With each year of my teaching career I became accustomed to the cyclical habits and observations that came with the job. The refreshing beginning of the year where I would convince myself I’d be better organised than years previous would give way to the latter part of term two, which would see bad weather, sniffling students and the zombie-like crawl to the holiday break. The budding green trees of Spring would help bring about an optimism about our VCE class heading towards their exams and the end of another enjoyable year. Unfortunately, as regular as the seasons, each year would also bring about another damning report about the country’s slipping results on the international scale and the subsequent comments from ‘experts’ would follow - some well-informed and pushing wisdom and advice, others looking to take pot shots at a system or a profession that their comments and suggestions illustrated they knew little about. More recently, the slide in our students’ writing skills became a feature of the annual education news cycle as NAPLAN results were released each year. It brought about many questions for me as an English teacher and led me down many different paths in my search for answers as to how we can best teach the skill and the craft of writing and where we may fall down in our pursuit to improve the writers put in front of us.
Of all of the year levels I've taught secondary English to, there’s no group that has challenged and taught me as much about our job than Year Eight. The energy, enthusiasm and emerging attitude that emanated from every Year Eight English class I ran taught me that I had to be on the ball at all times. Coming in unprepared, with work that wasn’t engaging would never work with such a group - they’d see through you in an instant if they got even a whiff of you not feeling that the work was important and special. Working to match their enthusiasm, I knew there could be no ‘faking it’ with these young people - their energetic personalities demanded that I bring every ounce of passion for my subject each period. I always found this inspiring rather than tiring. So, it’s no surprise to me now that it was a group of such students who changed my outlook on how we teach writing.
“Guys! Why are we being so safe? You compose this great stuff in our mini-lessons - short pieces full of imagination and unique thought - but you then revert to unimaginative, boring work when we write longer pieces!”

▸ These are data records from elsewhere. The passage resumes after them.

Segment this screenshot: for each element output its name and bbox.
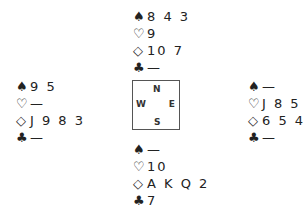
club-icon: ♣: [133, 192, 147, 209]
diamond-icon: ◇: [16, 112, 30, 129]
east-hand: ♠— ♡J 8 5 ◇6 5 4 ♣—: [248, 78, 305, 146]
west-spades-row: ♠9 5: [16, 78, 85, 95]
north-spades: 8 4 3: [147, 8, 190, 25]
north-hand: ♠8 4 3 ♡9 ◇10 7 ♣—: [133, 8, 190, 76]
east-hearts-row: ♡J 8 5: [248, 95, 305, 112]
diamond-icon: ◇: [248, 112, 262, 129]
west-hand: ♠9 5 ♡— ◇J 9 8 3 ♣—: [16, 78, 85, 146]
heart-icon: ♡: [133, 158, 147, 175]
south-diamonds-row: ◇A K Q 2: [133, 175, 209, 192]
east-spades-row: ♠—: [248, 78, 305, 95]
west-diamonds: J 9 8 3: [30, 112, 85, 129]
east-clubs-row: ♣—: [248, 129, 305, 146]
club-icon: ♣: [248, 129, 262, 146]
west-clubs: —: [30, 129, 45, 146]
south-hearts: 10: [147, 158, 168, 175]
spade-icon: ♠: [16, 78, 30, 95]
west-clubs-row: ♣—: [16, 129, 85, 146]
north-hearts-row: ♡9: [133, 25, 190, 42]
compass-box: N W E S: [132, 80, 180, 130]
east-diamonds-row: ◇6 5 4: [248, 112, 305, 129]
compass-south-label: S: [154, 117, 160, 127]
south-hearts-row: ♡10: [133, 158, 209, 175]
north-diamonds: 10 7: [147, 42, 184, 59]
east-diamonds: 6 5 4: [262, 112, 305, 129]
east-spades: —: [262, 78, 277, 95]
diamond-icon: ◇: [133, 175, 147, 192]
west-hearts-row: ♡—: [16, 95, 85, 112]
diamond-icon: ◇: [133, 42, 147, 59]
club-icon: ♣: [133, 59, 147, 76]
south-clubs: 7: [147, 192, 157, 209]
north-diamonds-row: ◇10 7: [133, 42, 190, 59]
west-hearts: —: [30, 95, 45, 112]
heart-icon: ♡: [133, 25, 147, 42]
compass-east-label: E: [169, 99, 175, 109]
south-diamonds: A K Q 2: [147, 175, 209, 192]
north-spades-row: ♠8 4 3: [133, 8, 190, 25]
east-hearts: J 8 5: [262, 95, 301, 112]
north-hearts: 9: [147, 25, 157, 42]
heart-icon: ♡: [16, 95, 30, 112]
compass-west-label: W: [136, 99, 146, 109]
west-diamonds-row: ◇J 9 8 3: [16, 112, 85, 129]
compass-north-label: N: [153, 84, 161, 94]
west-spades: 9 5: [30, 78, 57, 95]
south-spades: —: [147, 141, 162, 158]
spade-icon: ♠: [133, 8, 147, 25]
north-clubs: —: [147, 59, 162, 76]
south-spades-row: ♠—: [133, 141, 209, 158]
east-clubs: —: [262, 129, 277, 146]
club-icon: ♣: [16, 129, 30, 146]
heart-icon: ♡: [248, 95, 262, 112]
north-clubs-row: ♣—: [133, 59, 190, 76]
spade-icon: ♠: [248, 78, 262, 95]
spade-icon: ♠: [133, 141, 147, 158]
south-clubs-row: ♣7: [133, 192, 209, 209]
south-hand: ♠— ♡10 ◇A K Q 2 ♣7: [133, 141, 209, 209]
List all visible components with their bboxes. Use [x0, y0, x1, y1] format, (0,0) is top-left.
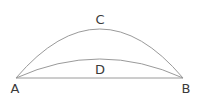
label-d: D — [95, 62, 105, 77]
label-a: A — [11, 81, 20, 96]
arc-diagram: C D A B — [0, 0, 200, 107]
label-b: B — [182, 81, 191, 96]
label-c: C — [95, 12, 104, 27]
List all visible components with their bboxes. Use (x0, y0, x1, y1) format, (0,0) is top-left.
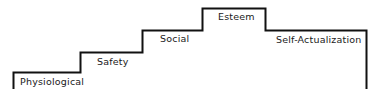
step-label-safety: Safety (97, 56, 129, 67)
needs-staircase-diagram: Physiological Safety Social Esteem Self-… (0, 0, 384, 99)
step-label-social: Social (160, 33, 189, 44)
step-label-self-actualization: Self-Actualization (276, 34, 362, 45)
step-label-esteem: Esteem (218, 11, 255, 22)
step-label-physiological: Physiological (20, 76, 84, 87)
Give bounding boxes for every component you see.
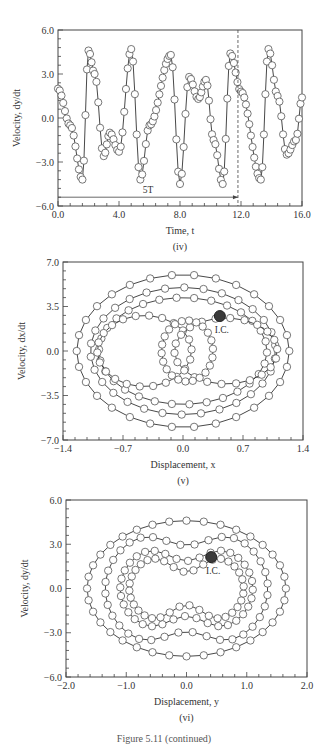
data-marker: [143, 289, 150, 296]
data-marker: [131, 91, 138, 98]
data-marker: [276, 608, 283, 615]
data-marker: [264, 328, 271, 335]
data-marker: [75, 363, 82, 370]
data-marker: [218, 290, 225, 297]
data-marker: [126, 587, 133, 594]
data-marker: [135, 607, 142, 614]
data-marker: [227, 549, 234, 556]
data-marker: [146, 275, 153, 282]
y-tick-label: 0.0: [42, 113, 55, 124]
x-tick-label: 1.0: [241, 680, 254, 691]
data-marker: [286, 347, 293, 354]
data-marker: [159, 409, 166, 416]
data-marker: [267, 50, 274, 57]
data-marker: [278, 113, 285, 120]
data-marker: [241, 94, 248, 101]
data-marker: [60, 99, 67, 106]
data-marker: [298, 94, 305, 101]
data-marker: [125, 630, 132, 637]
data-marker: [180, 143, 187, 150]
data-marker: [70, 132, 77, 139]
data-marker: [181, 612, 188, 619]
data-marker: [264, 580, 271, 587]
data-marker: [191, 541, 198, 548]
data-marker: [171, 96, 178, 103]
data-marker: [127, 594, 134, 601]
data-marker: [196, 374, 203, 381]
data-marker: [196, 606, 203, 613]
data-marker: [186, 602, 193, 609]
data-marker: [259, 541, 266, 548]
chart-v: −1.4−0.70.00.71.4−7.0−3.50.03.57.0Displa…: [16, 257, 309, 488]
data-marker: [203, 399, 210, 406]
data-marker: [281, 597, 288, 604]
x-tick-label: 16.0: [293, 209, 311, 220]
data-marker: [119, 129, 126, 136]
data-marker: [249, 305, 256, 312]
data-marker: [250, 548, 257, 555]
data-marker: [206, 362, 213, 369]
data-marker: [175, 629, 182, 636]
data-marker: [166, 652, 173, 659]
data-marker: [95, 339, 102, 346]
data-marker: [247, 391, 254, 398]
data-marker: [124, 65, 131, 72]
data-marker: [204, 329, 211, 336]
data-marker: [159, 358, 166, 365]
data-marker: [104, 601, 111, 608]
data-marker: [103, 141, 110, 148]
data-marker: [80, 157, 87, 164]
y-tick-label: 6.0: [42, 25, 55, 36]
data-marker: [91, 70, 98, 77]
data-marker: [111, 304, 118, 311]
data-marker: [283, 363, 290, 370]
panel-label: (v): [177, 475, 189, 487]
data-marker: [214, 615, 221, 622]
data-marker: [140, 405, 147, 412]
data-marker: [168, 423, 175, 430]
data-marker: [244, 110, 251, 117]
data-marker: [148, 623, 155, 630]
data-marker: [163, 366, 170, 373]
trajectory-line: [129, 559, 243, 619]
data-marker: [136, 383, 143, 390]
figure-caption: Figure 5.11 (continued): [117, 733, 211, 745]
data-marker: [137, 534, 144, 541]
data-marker: [125, 307, 132, 314]
x-tick-label: 1.4: [297, 443, 310, 454]
data-marker: [117, 547, 124, 554]
data-marker: [262, 91, 269, 98]
data-marker: [265, 392, 272, 399]
chart-iv: 0.04.08.012.016.0−6.0−3.00.03.06.0Time, …: [11, 25, 311, 254]
data-marker: [279, 131, 286, 138]
data-marker: [126, 539, 133, 546]
data-marker: [227, 314, 234, 321]
data-marker: [207, 116, 214, 123]
data-marker: [186, 401, 193, 408]
data-marker: [125, 609, 132, 616]
data-marker: [221, 168, 228, 175]
data-marker: [245, 603, 252, 610]
data-marker: [126, 281, 133, 288]
data-marker: [219, 180, 226, 187]
data-marker: [133, 553, 140, 560]
data-marker: [239, 576, 246, 583]
initial-condition-label: I.C.: [206, 566, 220, 576]
data-marker: [233, 617, 240, 624]
data-marker: [269, 551, 276, 558]
data-marker: [238, 597, 245, 604]
data-marker: [216, 636, 223, 643]
data-marker: [212, 275, 219, 282]
data-marker: [111, 375, 118, 382]
y-tick-label: 0.0: [47, 346, 60, 357]
data-marker: [258, 371, 265, 378]
data-marker: [95, 99, 102, 106]
data-marker: [225, 558, 232, 565]
data-marker: [265, 302, 272, 309]
x-axis-label: Displacement, y: [154, 696, 219, 707]
data-marker: [208, 337, 215, 344]
data-marker: [126, 559, 133, 566]
data-marker: [79, 176, 86, 183]
initial-condition-marker: [214, 311, 225, 322]
data-marker: [172, 340, 179, 347]
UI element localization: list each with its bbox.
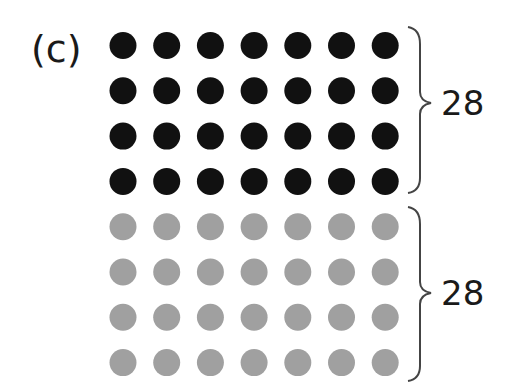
- bottom-dot: [197, 304, 224, 331]
- bottom-dot: [110, 349, 137, 376]
- top-dot: [153, 32, 180, 59]
- bottom-dot: [110, 259, 137, 286]
- bottom-dot: [153, 304, 180, 331]
- bottom-dot: [153, 259, 180, 286]
- top-dot: [110, 168, 137, 195]
- bottom-dot: [197, 213, 224, 240]
- top-dot: [241, 77, 268, 104]
- top-brace-icon: [408, 27, 431, 193]
- top-dot: [241, 32, 268, 59]
- top-dot: [197, 32, 224, 59]
- top-dot: [241, 168, 268, 195]
- bottom-dot: [328, 349, 355, 376]
- top-dot: [110, 32, 137, 59]
- top-dot: [284, 168, 311, 195]
- top-group-count: 28: [441, 86, 484, 120]
- bottom-dot: [241, 304, 268, 331]
- top-dot: [328, 32, 355, 59]
- bottom-dot: [328, 304, 355, 331]
- bottom-dot: [110, 304, 137, 331]
- bottom-dot: [372, 304, 399, 331]
- bottom-dot: [372, 213, 399, 240]
- top-dot: [197, 168, 224, 195]
- bottom-dot: [197, 349, 224, 376]
- bottom-dot: [284, 259, 311, 286]
- top-dot: [372, 77, 399, 104]
- bottom-dot: [328, 259, 355, 286]
- top-dot: [372, 168, 399, 195]
- top-dot: [153, 123, 180, 150]
- top-dot: [153, 77, 180, 104]
- top-dot: [284, 32, 311, 59]
- top-dot: [372, 123, 399, 150]
- bottom-dot: [284, 349, 311, 376]
- bottom-dot: [284, 213, 311, 240]
- top-dot: [328, 77, 355, 104]
- bottom-dot: [328, 213, 355, 240]
- top-dot: [328, 168, 355, 195]
- top-dot: [197, 77, 224, 104]
- bottom-dot: [284, 304, 311, 331]
- top-dot: [110, 77, 137, 104]
- bottom-dot: [153, 213, 180, 240]
- top-dot: [153, 168, 180, 195]
- bottom-dot: [197, 259, 224, 286]
- bottom-dot: [372, 259, 399, 286]
- bottom-group-count: 28: [441, 276, 484, 310]
- bottom-dot: [241, 259, 268, 286]
- top-dot: [328, 123, 355, 150]
- top-dot: [284, 77, 311, 104]
- bottom-dot: [153, 349, 180, 376]
- bottom-dot: [241, 349, 268, 376]
- bottom-dot: [241, 213, 268, 240]
- top-dot: [372, 32, 399, 59]
- dot-array-figure: (c) 28 28: [0, 0, 509, 384]
- top-dot: [197, 123, 224, 150]
- top-dot: [241, 123, 268, 150]
- bottom-brace-icon: [408, 207, 431, 381]
- top-dot: [110, 123, 137, 150]
- bottom-dot: [372, 349, 399, 376]
- top-dot: [284, 123, 311, 150]
- bottom-dot: [110, 213, 137, 240]
- dot-grid: [0, 0, 509, 384]
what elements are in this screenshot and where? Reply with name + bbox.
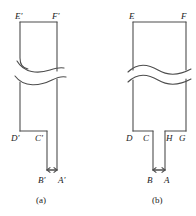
- vertex-label-D: D: [126, 134, 133, 143]
- vertex-label-A: A: [164, 176, 170, 185]
- break-edge-lower-a: [15, 76, 66, 85]
- panel-b-geometry: [128, 22, 191, 172]
- vertex-label-D-prime: D': [11, 134, 19, 143]
- vertex-label-G: G: [179, 134, 186, 143]
- vertex-label-F-prime: F': [52, 12, 59, 21]
- vertex-label-B: B: [147, 176, 153, 185]
- vertex-label-B-prime: B': [38, 176, 45, 185]
- vertex-label-C-prime: C': [35, 134, 43, 143]
- figure-root: E' F' D' C' B' A' E F D C H G B A (a) (b…: [0, 0, 196, 216]
- edge-Ep-break-left: [20, 22, 28, 69]
- break-edge-upper-b: [128, 65, 191, 74]
- break-edge-lower-b: [128, 75, 191, 84]
- vertex-label-H: H: [166, 134, 173, 143]
- vertex-label-E: E: [129, 12, 135, 21]
- vertex-label-F: F: [181, 12, 187, 21]
- vertex-label-C: C: [143, 134, 149, 143]
- panel-caption-a: (a): [36, 196, 46, 205]
- vertex-label-A-prime: A': [58, 176, 65, 185]
- panel-caption-b: (b): [152, 196, 163, 205]
- panel-a-geometry: [15, 22, 66, 172]
- vertex-label-E-prime: E': [15, 12, 22, 21]
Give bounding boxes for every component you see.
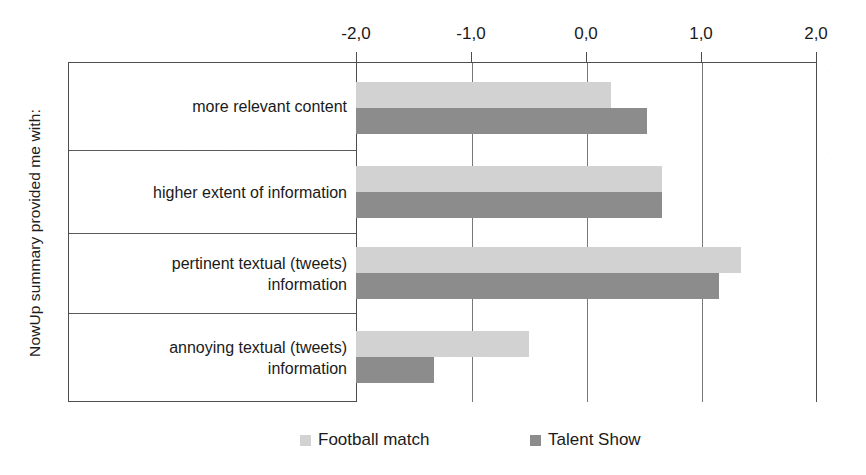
bar-chart: NowUp summary provided me with: -2,0 -1,…: [0, 0, 866, 475]
x-axis-tick-zero: [586, 52, 587, 63]
category-label-4-line-1: annoying textual (tweets): [169, 337, 347, 358]
x-tick-label-zero: 0,0: [574, 24, 598, 44]
category-label-4-line-2: information: [169, 358, 347, 379]
x-tick-label-pos1: 1,0: [689, 24, 713, 44]
category-label-4: annoying textual (tweets) information: [169, 337, 356, 379]
category-label-3-line-1: pertinent textual (tweets): [172, 253, 347, 274]
x-axis-tick-neg1: [471, 52, 472, 63]
x-axis-tick-pos2: [816, 52, 817, 63]
category-axis: more relevant content higher extent of i…: [68, 63, 356, 402]
category-label-3: pertinent textual (tweets) information: [172, 253, 356, 295]
bars-layer: [356, 63, 816, 402]
category-row-3: pertinent textual (tweets) information: [69, 233, 356, 313]
category-row-4: annoying textual (tweets) information: [69, 313, 356, 401]
bar-annoying-textual-information-talent-show: [356, 357, 434, 383]
legend-label-talent-show: Talent Show: [548, 430, 641, 450]
y-axis-title: NowUp summary provided me with:: [26, 63, 48, 403]
bar-pertinent-textual-information-football-match: [356, 247, 741, 273]
x-axis-tick-neg2: [356, 52, 357, 63]
x-tick-label-pos2: 2,0: [804, 24, 828, 44]
category-label-1: more relevant content: [192, 96, 356, 117]
category-label-2: higher extent of information: [153, 182, 356, 203]
category-label-3-line-2: information: [172, 274, 347, 295]
legend-swatch-football-match: [300, 435, 311, 446]
bar-pertinent-textual-information-talent-show: [356, 273, 719, 299]
x-tick-label-neg2: -2,0: [341, 24, 370, 44]
bar-higher-extent-of-information-football-match: [356, 166, 662, 192]
legend-label-football-match: Football match: [318, 430, 430, 450]
legend-swatch-talent-show: [530, 435, 541, 446]
category-row-1: more relevant content: [69, 63, 356, 150]
bar-more-relevant-content-talent-show: [356, 108, 647, 134]
legend-item-football-match: Football match: [300, 430, 430, 450]
category-label-2-line-1: higher extent of information: [153, 182, 347, 203]
gridline-pos2: [816, 63, 817, 402]
bar-higher-extent-of-information-talent-show: [356, 192, 662, 218]
chart-legend: Football match Talent Show: [0, 430, 866, 460]
x-tick-label-neg1: -1,0: [456, 24, 485, 44]
x-axis-tick-pos1: [701, 52, 702, 63]
bar-annoying-textual-information-football-match: [356, 331, 529, 357]
category-label-1-line-1: more relevant content: [192, 96, 347, 117]
category-row-2: higher extent of information: [69, 150, 356, 233]
bar-more-relevant-content-football-match: [356, 82, 611, 108]
legend-item-talent-show: Talent Show: [530, 430, 641, 450]
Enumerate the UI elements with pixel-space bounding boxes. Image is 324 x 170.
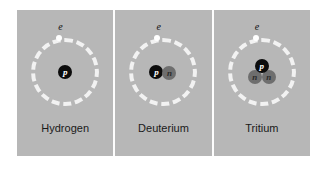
diagram-plate: e p Hydrogen e p n Deuterium e p (17, 10, 310, 156)
panel-caption-tritium: Tritium (214, 122, 310, 134)
electron-label: e (156, 22, 160, 32)
panel-tritium: e p n n Tritium (212, 10, 310, 156)
electron-particle (253, 35, 259, 41)
electron-label: e (58, 22, 62, 32)
proton-particle: p (255, 59, 269, 73)
electron-label: e (255, 22, 259, 32)
panel-caption-hydrogen: Hydrogen (17, 122, 113, 134)
panel-caption-deuterium: Deuterium (115, 122, 211, 134)
isotope-diagram-figure: e p Hydrogen e p n Deuterium e p (0, 0, 324, 170)
panel-hydrogen: e p Hydrogen (17, 10, 113, 156)
panel-deuterium: e p n Deuterium (113, 10, 211, 156)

It was a crystalising moment as I pleaded with the group of young writers in front of me. Weeks of short activities had led to our final assessment and the work we’d done was not coming through. Gone was the flair, the risk and the life of their preparation work. The final assessment had brought about a shift to safety - a retreat to what was known and comfortable.
“I know how to write. Everything I’ve written makes sense, doesn’t it?”
And there was the answer.
Whether they were all conscious of it or not, this group held the idea that they knew most of ‘the rules’ and that they could all communicate clearly in their writing and so there wasn’t much else to learn. I knew this was wrong, but when I looked at how I’d taught writing to secondary students for years previously, I could see where this attitude may have come from. The teaching of writing seemed to fall under three categories:
Let’s inspire some ideas and then you write in response to these ideas.
Here’s a grammar worksheet. Learn the rule, learn the right term, answer the questions to show that you get it.
We’ve been working on a range of skills through a range of activities for the past few weeks - you’re now going to show me what you know through a final written assessment.
It was no wonder that students saw writing as the final product of learning - the place where you show what you know. Most of the creative writing I’d taught focused on the creativity of the idea - not the creativity in the actual written piece. And finally, my own schooling in the nineties had left me woefully inept in my knowledge of grammar and all of its intricacies. I, just like the students in front of me, could make sense of parts of speech and what a clause was when it was explained to me on a worksheet, but that knowledge was quickly lost until the next time I taught it! I’d learned how to follow ‘the rules’, but I couldn’t tell you what they were! It supported the thesis of many of my Year Eight kids - there are ‘good’ writers and then there’s everyone else. Some people just get it.
And so, again I was humbled in this profession that has a habit of knocking you over every time you seem to feel you’re on top of it all. However, I was up for the challenge of reaching my students and providing them with lessons that would improve their knowledge of how to write well, but also their skills as I opened a world of new ways of thinking and seeing how their thoughts can come alive when put down on the page.
It seemed to me that the main issue for many of the writers I taught was that they weren’t aware of what existed beyond their foundation skills as writers. The link between learning rules of grammar and punctuation and the creativity within each of those disciplines was missing. My class could identify writing that was ‘good’, but they weren’t able to articulate why - why the modelled pieces flowed so well, why they held attention, why they seemed so easy to read and never became stagnant. The remedy for this came from a shift in the way I assessed and provided feedback, along with the way I read through mentor texts with my students. This remedy came from after a five week window of time that saw me assess the NAPLAN writing task for the first time.
Read part two of this series, ‘Can we use NAPLAN results to improve student writing?’, by clicking here.
For those looking to create or modify an improved writing program, see the details for The English Lab’s upcoming workshop ‘Creating an Effective Writing Program for the Y7-10 English Classroom’ on the workshops section of our website.